From Overthinking to In the Zone: What Actually Works

You know that feeling when you’re in the zone? Time slows down. Everything clicks. Your body just KNOWS what to do.

And then you know that OTHER feeling? When you’re thinking about seventeen things at once, trying to remember every coaching cue, analyzing your form while you’re performing, completely in your head?

Yeah. That one.

Every athlete has experienced both. But most athletes think “being in the zone” is some magical state that just happens to you randomly.

It’s not.

The Zone is a Skill, Not Luck

After years of competing and coaching, here’s what I know: the zone isn’t something that happens TO you. It’s something you CREATE by getting out of your own way.

Overthinking and flow states can’t coexist. Your brain is either in “thinking” mode or “doing” mode. Not both.

So how do you flip the switch?

Why We Overthink

Overthinking comes from fear. Fear of messing up, fear of disappointing someone, fear of not being good enough.

So your brain tries to CONTROL everything. It starts micromanaging every movement, second-guessing every decision, replaying every mistake.

It thinks it’s helping. It’s not.

Shift 1: From outcome to process

Stop thinking about winning, PRing, or making the team. Start thinking about the ONE thing you’re going to do right now.

Not “I need to run a 5:30 mile.” Just “Drive my knees this lap.”
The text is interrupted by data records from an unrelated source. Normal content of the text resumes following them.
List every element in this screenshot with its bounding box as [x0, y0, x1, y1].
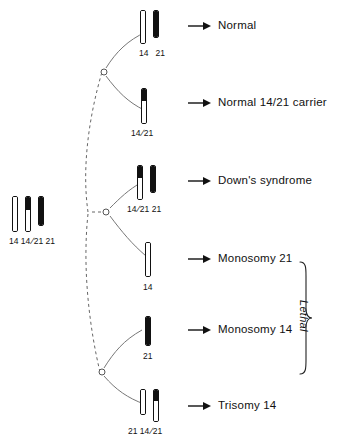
chromosome-21: [38, 196, 44, 226]
outcome-monosomy-21: Monosomy 21: [218, 252, 292, 264]
chromosome-14: [12, 196, 18, 232]
gamete-group-monosomy-21: [145, 242, 151, 277]
chromosome-14: [145, 242, 151, 277]
parent-genotype-label: 14 14/21 21: [9, 236, 55, 246]
arrow-head-6: [203, 402, 211, 410]
lethal-annotation: Lethal: [298, 300, 310, 332]
arrow-head-3: [203, 177, 211, 185]
chromosome-21: [145, 316, 151, 346]
arrow-head-1: [203, 22, 211, 30]
arrow-head-5: [203, 326, 211, 334]
outcome-monosomy-14: Monosomy 14: [218, 323, 292, 335]
arrow-head-2: [203, 99, 211, 107]
outcome-normal-carrier: Normal 14/21 carrier: [218, 96, 327, 108]
outcome-trisomy-14: Trisomy 14: [218, 399, 276, 411]
gamete-group-trisomy-14: [140, 389, 159, 422]
chromosome-21: [153, 10, 159, 38]
gamete-label-trisomy-14: 21 14/21: [128, 426, 162, 436]
dashed-edge-to-node-1: [86, 72, 102, 212]
meiosis-node-2: [103, 209, 109, 215]
branch-node3-upper: [104, 330, 142, 368]
chromosome-14-21-translocation: [153, 389, 159, 422]
gamete-group-normal: [140, 10, 159, 44]
gamete-label-monosomy-21: 14: [143, 282, 152, 292]
chromosome-14-21-translocation: [25, 196, 31, 232]
branch-node2-lower: [110, 216, 146, 256]
outcome-normal: Normal: [218, 19, 256, 31]
chromosome-21-short: [140, 389, 146, 415]
branch-node3-lower: [104, 376, 144, 404]
gamete-group-normal-carrier: [141, 88, 147, 124]
chromosome-14-21-translocation: [137, 165, 143, 200]
meiosis-node-3: [99, 369, 105, 375]
arrow-head-4: [203, 255, 211, 263]
chromosome-21: [150, 165, 156, 193]
gamete-label-downs-syndrome: 14/21 21: [127, 204, 161, 214]
dashed-edge-to-node-3: [86, 214, 100, 372]
gamete-label-monosomy-14: 21: [143, 351, 152, 361]
gamete-group-monosomy-14: [145, 316, 151, 346]
pedigree-edges: [0, 0, 337, 447]
parent-genotype-chromosomes: [12, 196, 44, 232]
translocation-segregation-diagram: 14 14/21 21 14 21 Normal: [0, 0, 337, 447]
gamete-label-normal-carrier: 14/21: [131, 128, 153, 138]
chromosome-14: [140, 10, 146, 44]
outcome-downs-syndrome: Down's syndrome: [218, 174, 312, 186]
branch-node1-lower: [106, 76, 144, 110]
meiosis-node-1: [101, 69, 107, 75]
chromosome-14-21-translocation: [141, 88, 147, 124]
gamete-label-normal: 14 21: [139, 48, 165, 58]
gamete-group-downs-syndrome: [137, 165, 156, 200]
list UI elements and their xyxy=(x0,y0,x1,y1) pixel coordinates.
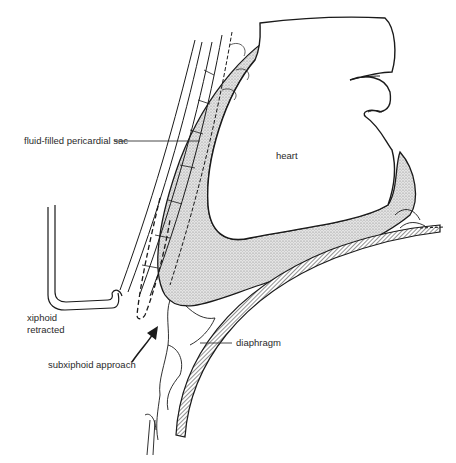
retractor xyxy=(48,205,122,310)
label-heart: heart xyxy=(276,150,298,162)
label-diaphragm: diaphragm xyxy=(236,337,281,349)
label-xiphoid: xiphoid xyxy=(27,312,57,324)
approach-arrow xyxy=(132,326,158,362)
label-retracted: retracted xyxy=(27,324,65,336)
label-subxiphoid-approach: subxiphoid approach xyxy=(48,359,136,371)
diagram-canvas: fluid-filled pericardial sac heart xipho… xyxy=(0,0,456,463)
heart xyxy=(208,17,395,239)
anatomy-illustration xyxy=(0,0,456,463)
label-pericardial-sac: fluid-filled pericardial sac xyxy=(24,135,128,147)
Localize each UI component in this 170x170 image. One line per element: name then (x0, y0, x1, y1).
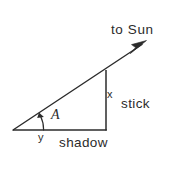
sun-ray-label: to Sun (111, 23, 154, 37)
shadow-label: shadow (59, 136, 108, 150)
geometry-diagram: to Sun x stick y shadow A (0, 0, 170, 170)
arrow-up-right-icon (130, 41, 146, 54)
stick-label: stick (121, 97, 150, 111)
sun-ray-line (13, 45, 142, 131)
angle-arc-arrow-icon (41, 116, 44, 130)
triangle-strokes (13, 41, 147, 131)
stick-length-symbol: x (107, 89, 113, 100)
shadow-length-symbol: y (38, 132, 44, 143)
angle-label: A (51, 108, 60, 122)
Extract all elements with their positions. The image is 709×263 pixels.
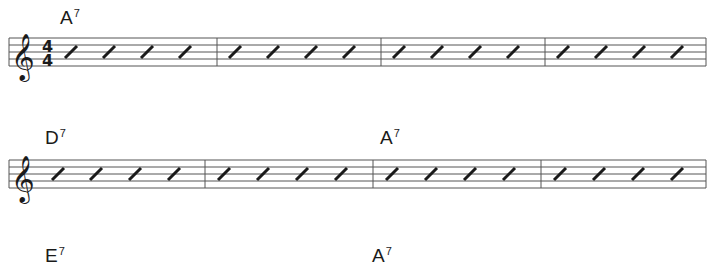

Not “I need to go 3-for-4 today.” Just “See the ball deep on THIS pitch.”

One thing. This moment.

Shift 2: From control to trust

You’ve done the reps. You’ve put in the work. Your body knows what to do.

Trying to consciously control every movement is like trying to manually breathe—suddenly something automatic becomes impossible.

Trust your training. Let your body do what it’s been programmed to do.

Shift 3: From internal to external focus

Stop focusing on YOUR form, YOUR mechanics, YOUR technique.

Focus on what’s outside you:

  • The ball coming toward you
  • The track ahead of you
  • The defender you’re beating
  • The rhythm of your breath matching your stride

External focus = flow. Internal focus = overthinking.

Here’s what works:

5 minutes before: Physical warm-up. Get your body ready, burn off excess energy.

2 minutes before: One deep breath. Choose your ONE focus for this performance.

30 seconds before: Visualize yourself executing that one thing successfully. FEEL it.

Go time: Trust. Compete. Let it happen.

When You Catch Yourself Overthinking Mid-Performance

It’s going to happen. You’ll slip back into your head.

Here’s the reset:

  1. Notice it: “I’m overthinking.”
  2. Exhale it out.
  3. Refocus external: Pick something to see, hear, or feel RIGHT NOW.
  4. Move forward.

Don’t judge yourself for overthinking. Just redirect.

You can’t force flow. But you can create the conditions for it.

Simplify your focus. Trust your training. Stay external. Let go of outcome.

The zone isn’t magic. It’s mental discipline.

And it’s available to you every single time you compete—if you get out of your own way.